A curtain wall is the architectural term for a special cladding
treatment. Like all cladding, it forms a skin on a structure which does not
aid in supporting it; a curtain wall merely serves to keep the elements at bay,
or to nominally separate spaces within a structure. Historically, the fortification wall
surrounding a castle is also called a curtain wall (see the URL below).
Curtain walls have most famously been applied in modernist skyscrapers, often
giving them an almost seamless stone or glass exterior. It is (or was, before
it became a cliché) architectural legerdemain to have a vast building
almost etherially disappear into the sky as it reflected blue and clouds in
a mirrored glass skin. To appreciate it, it's important to think yourself
back into the mindset when everyone expected buildings to be ponderous, heavy
objects, even if, like a skyscraper, they had a certain sky-piercing energy.
If all the skyscrapers you'd ever seen were stone or brick piles like Sullivan's 1892 Wainwright Building in Saint Louis, or Van Alen's 1930 Chrysler
Building (both magnificant structures, by the way--see the URLs below),
you can readily see how Gordon Bunshaft's 1952 Lever House,
or Mies and Johnson's nearby 1958
Seagram Building, with their almost total glass curtain walls
on steel frames, provoked strong reactions.
Credit for the first glass curtain wall probably belongs to Willis Polk's astonishing
1918 Hallidie Building in San
Francisco. Although the exterior of the structure has not totally disappeared
into glass, the transparent glass walls of the central block of the building
are in fact held out some feet from the steel structure by brackets, giving
the guts of the building a sense of floating within. Frank Lloyd Wright's
1949 Johnson Wax Company Research and Development Tower in
Racine, Wisconsin was also pioneering in its use of glass curtain walls (made
of glass tubing!) between floors cantilevered out from a central building core.
Not all modern skyscrapers have steel frames with a curtain wall. Yamasaki's
1972-73 World Trade Center Twin Towers supported themselves
with a tight steel mesh on the exterior of the building which failed structurally
in the heat from the gas fires after the planes struck them.
URLs.
http://www.castles-of-britain.com/castlesy.htm (Page dedicated to castle curtain walls.)
http://www.som.com/resources/projects/2/1/5/printPreview.html (Lever
House, from Skidmore, Owings and Merrill site.)
http://www.greatbuildings.com/buildings/Lever_House.html (Lever House,
photos.)
http://www.galinsky.com/buildings/seagram/ (Seagram Building.)
http://www.greatbuildings.com/buildings/Johnson_Wax_Building.html (Johnson
Wax Research Tower.)
http://www.bluffton.edu/~sullivanm/wainwright/wainwright.html (Wainwright
Building--the pictures do not do justice to its color.)
http://www.greatbuildings.com/buildings/Wainwright_Building.html (More on the
Wainwright Building.)
http://www.greatbuildings.com/buildings/Chrysler_Building.html (Chrysler
Building.)
http://www.greatbuildings.com/buildings/Hallidie_Building.html (Hallidie
Building.)
http://www.mistersf.com/props/index.html?propshallidie.htm (Hallidie
Building pictures.)
http://www.greatbuildings.com/buildings/World_Trade_Center.html (World
Trade Center Twin Towers.)
Note. Friends, please bear with me as I issue a few shorter writeups defining a variety
of architectural terms I'll need to draw upon for some larger writeups I have in the pipeline. I'll write up a collected list
somewhere on the model of Dawggy's useful collection of nodes on poorly-known female artists.
(And in any event, it's always worth adding factual content to the gel.)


What needs to be done => Lines that include "Ages" make up the answer; copy all of them from the data below.

★ ★ ★ ★ ★

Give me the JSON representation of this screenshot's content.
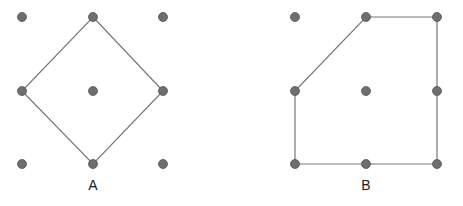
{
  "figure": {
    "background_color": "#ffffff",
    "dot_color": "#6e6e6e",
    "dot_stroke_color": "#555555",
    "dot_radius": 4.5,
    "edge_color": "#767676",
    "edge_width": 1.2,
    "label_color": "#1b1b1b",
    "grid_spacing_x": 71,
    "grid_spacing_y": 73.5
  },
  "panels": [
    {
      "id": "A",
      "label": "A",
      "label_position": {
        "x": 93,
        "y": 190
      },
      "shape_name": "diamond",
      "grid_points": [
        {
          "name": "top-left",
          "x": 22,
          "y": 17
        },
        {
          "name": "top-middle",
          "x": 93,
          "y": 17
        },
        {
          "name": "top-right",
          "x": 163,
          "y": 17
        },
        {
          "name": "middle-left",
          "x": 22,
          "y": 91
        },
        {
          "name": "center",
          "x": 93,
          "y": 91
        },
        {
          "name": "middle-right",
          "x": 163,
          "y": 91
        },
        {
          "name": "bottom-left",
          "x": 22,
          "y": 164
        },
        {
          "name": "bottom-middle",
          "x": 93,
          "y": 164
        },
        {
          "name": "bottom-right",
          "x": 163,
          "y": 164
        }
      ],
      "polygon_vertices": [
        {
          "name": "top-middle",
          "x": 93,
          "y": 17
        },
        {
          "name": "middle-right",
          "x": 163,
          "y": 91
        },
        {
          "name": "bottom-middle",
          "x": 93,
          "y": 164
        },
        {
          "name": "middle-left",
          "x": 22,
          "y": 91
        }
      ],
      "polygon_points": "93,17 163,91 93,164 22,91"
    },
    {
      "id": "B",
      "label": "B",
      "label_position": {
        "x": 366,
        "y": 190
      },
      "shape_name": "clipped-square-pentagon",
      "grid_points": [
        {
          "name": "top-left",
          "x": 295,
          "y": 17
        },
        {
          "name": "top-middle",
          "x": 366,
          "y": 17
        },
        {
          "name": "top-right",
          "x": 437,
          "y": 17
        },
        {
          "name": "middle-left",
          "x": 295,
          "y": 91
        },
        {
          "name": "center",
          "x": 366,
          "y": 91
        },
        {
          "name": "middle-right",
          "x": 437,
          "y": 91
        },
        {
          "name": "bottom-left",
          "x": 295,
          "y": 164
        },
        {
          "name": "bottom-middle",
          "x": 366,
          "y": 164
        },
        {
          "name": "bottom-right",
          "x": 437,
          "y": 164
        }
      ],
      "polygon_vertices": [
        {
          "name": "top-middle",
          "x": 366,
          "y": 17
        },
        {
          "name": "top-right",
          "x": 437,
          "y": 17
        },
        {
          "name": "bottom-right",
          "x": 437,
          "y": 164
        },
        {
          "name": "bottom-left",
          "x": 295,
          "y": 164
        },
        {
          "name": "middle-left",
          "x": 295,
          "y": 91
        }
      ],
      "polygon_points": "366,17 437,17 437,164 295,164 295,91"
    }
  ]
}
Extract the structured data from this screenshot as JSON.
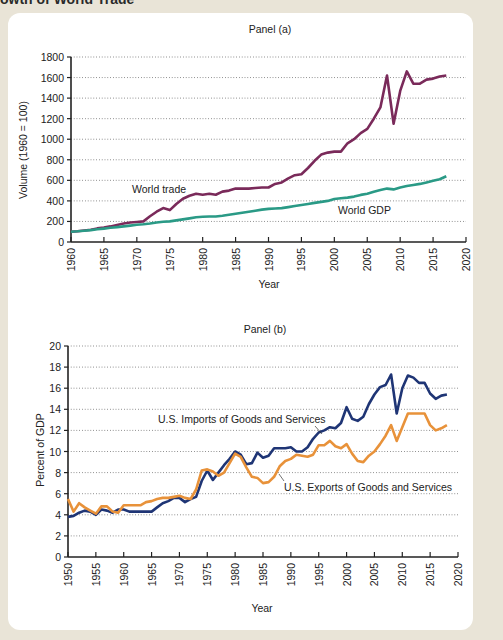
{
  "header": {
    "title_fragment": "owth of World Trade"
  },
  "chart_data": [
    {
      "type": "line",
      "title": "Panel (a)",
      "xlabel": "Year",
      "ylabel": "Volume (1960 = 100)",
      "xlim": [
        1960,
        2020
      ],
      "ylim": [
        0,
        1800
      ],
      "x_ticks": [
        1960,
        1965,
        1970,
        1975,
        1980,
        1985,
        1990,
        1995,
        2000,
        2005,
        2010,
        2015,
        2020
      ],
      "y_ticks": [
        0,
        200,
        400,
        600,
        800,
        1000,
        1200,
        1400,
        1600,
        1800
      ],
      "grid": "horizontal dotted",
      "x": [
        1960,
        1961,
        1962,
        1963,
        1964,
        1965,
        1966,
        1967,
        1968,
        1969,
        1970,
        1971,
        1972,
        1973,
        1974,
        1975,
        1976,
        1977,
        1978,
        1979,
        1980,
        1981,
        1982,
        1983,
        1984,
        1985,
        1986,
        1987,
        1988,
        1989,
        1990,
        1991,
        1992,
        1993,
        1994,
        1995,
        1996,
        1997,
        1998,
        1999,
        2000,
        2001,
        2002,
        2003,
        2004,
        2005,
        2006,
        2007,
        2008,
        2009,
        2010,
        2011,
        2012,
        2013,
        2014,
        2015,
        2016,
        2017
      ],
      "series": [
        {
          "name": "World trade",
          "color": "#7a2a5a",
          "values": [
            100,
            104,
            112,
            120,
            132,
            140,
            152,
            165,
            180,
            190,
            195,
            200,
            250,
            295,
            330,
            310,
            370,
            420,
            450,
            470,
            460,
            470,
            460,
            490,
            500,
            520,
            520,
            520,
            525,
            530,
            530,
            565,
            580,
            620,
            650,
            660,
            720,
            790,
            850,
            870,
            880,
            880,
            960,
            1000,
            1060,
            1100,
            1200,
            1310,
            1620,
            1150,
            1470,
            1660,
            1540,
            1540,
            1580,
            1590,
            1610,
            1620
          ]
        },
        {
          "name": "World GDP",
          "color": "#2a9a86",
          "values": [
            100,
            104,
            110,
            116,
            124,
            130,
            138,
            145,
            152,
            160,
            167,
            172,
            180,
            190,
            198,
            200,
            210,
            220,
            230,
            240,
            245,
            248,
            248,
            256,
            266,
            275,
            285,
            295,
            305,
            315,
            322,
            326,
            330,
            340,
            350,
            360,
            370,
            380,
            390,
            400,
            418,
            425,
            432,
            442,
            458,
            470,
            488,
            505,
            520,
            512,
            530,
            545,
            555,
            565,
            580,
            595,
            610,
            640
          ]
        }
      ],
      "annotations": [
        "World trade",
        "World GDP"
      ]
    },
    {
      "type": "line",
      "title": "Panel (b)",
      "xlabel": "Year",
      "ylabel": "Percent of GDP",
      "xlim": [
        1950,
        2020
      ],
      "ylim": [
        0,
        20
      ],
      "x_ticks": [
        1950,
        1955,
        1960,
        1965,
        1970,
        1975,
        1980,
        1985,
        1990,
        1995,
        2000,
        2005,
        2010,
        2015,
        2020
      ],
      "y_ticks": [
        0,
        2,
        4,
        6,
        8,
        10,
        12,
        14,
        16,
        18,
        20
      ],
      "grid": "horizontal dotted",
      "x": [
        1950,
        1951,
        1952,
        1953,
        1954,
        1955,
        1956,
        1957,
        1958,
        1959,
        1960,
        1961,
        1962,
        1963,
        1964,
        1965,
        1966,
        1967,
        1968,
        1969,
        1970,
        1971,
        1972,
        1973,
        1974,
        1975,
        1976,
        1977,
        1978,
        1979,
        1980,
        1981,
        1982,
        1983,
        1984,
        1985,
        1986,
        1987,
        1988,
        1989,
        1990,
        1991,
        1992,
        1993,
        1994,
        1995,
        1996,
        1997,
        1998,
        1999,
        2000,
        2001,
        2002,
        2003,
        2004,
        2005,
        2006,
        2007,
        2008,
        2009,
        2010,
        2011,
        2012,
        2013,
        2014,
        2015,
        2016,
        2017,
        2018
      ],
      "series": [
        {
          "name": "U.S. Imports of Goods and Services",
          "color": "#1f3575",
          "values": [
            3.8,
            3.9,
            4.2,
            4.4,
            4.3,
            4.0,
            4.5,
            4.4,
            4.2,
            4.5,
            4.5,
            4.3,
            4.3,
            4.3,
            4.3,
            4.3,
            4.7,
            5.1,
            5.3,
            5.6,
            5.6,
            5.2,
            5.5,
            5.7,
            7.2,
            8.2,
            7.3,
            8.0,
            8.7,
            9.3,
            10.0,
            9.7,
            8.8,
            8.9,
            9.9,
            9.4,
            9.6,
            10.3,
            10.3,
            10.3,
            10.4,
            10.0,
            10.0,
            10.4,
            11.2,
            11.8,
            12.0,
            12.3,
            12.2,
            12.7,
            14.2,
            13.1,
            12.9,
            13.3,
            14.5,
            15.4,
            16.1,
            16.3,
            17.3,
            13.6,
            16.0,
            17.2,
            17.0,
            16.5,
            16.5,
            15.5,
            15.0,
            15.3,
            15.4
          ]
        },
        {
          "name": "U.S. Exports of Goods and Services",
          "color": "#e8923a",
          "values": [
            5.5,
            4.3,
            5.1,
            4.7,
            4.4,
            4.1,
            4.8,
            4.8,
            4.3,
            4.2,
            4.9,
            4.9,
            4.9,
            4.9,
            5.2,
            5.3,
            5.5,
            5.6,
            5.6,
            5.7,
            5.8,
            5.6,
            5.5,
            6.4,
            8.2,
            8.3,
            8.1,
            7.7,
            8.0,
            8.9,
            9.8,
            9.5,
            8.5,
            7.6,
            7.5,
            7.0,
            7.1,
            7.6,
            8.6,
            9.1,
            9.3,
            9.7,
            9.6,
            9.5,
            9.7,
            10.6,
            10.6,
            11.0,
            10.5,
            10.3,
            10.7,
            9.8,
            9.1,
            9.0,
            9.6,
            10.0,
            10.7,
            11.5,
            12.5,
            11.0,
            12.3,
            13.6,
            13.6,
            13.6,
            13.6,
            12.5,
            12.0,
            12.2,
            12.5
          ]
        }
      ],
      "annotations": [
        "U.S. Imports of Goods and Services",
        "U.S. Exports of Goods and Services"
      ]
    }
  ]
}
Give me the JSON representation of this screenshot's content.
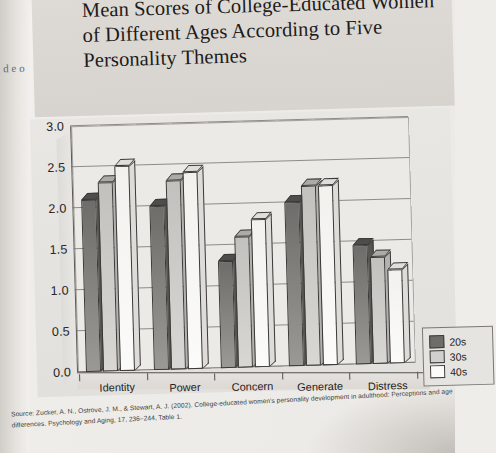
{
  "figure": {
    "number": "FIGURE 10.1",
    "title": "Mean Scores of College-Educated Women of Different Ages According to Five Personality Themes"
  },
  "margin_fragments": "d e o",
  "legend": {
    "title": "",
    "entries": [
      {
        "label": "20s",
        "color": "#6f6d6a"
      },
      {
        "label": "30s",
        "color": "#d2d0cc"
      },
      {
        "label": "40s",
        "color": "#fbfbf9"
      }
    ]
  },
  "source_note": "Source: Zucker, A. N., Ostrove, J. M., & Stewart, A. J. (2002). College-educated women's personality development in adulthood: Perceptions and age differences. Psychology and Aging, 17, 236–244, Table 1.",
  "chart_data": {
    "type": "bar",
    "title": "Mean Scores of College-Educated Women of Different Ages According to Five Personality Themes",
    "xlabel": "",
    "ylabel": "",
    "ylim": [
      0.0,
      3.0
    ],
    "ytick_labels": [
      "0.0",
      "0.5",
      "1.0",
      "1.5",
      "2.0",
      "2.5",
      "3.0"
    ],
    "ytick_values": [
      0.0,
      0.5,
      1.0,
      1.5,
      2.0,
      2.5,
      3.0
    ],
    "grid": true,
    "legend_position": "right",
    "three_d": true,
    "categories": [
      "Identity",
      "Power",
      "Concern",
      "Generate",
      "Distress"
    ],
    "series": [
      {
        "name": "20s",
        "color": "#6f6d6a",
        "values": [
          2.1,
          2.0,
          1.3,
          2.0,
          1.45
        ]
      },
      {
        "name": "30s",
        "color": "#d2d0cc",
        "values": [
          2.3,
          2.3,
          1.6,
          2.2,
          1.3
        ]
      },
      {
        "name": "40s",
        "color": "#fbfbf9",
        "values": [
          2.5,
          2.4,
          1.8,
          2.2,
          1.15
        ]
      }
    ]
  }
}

★ ★ ★ ★ ★

Answer section =>
    "title": "Mean Scores of College-Educated Women of Different Ages According to Five Personality Themes"
    "title": "Mean Scores of College-Educated Women of Different Ages According to Five Personality Themes",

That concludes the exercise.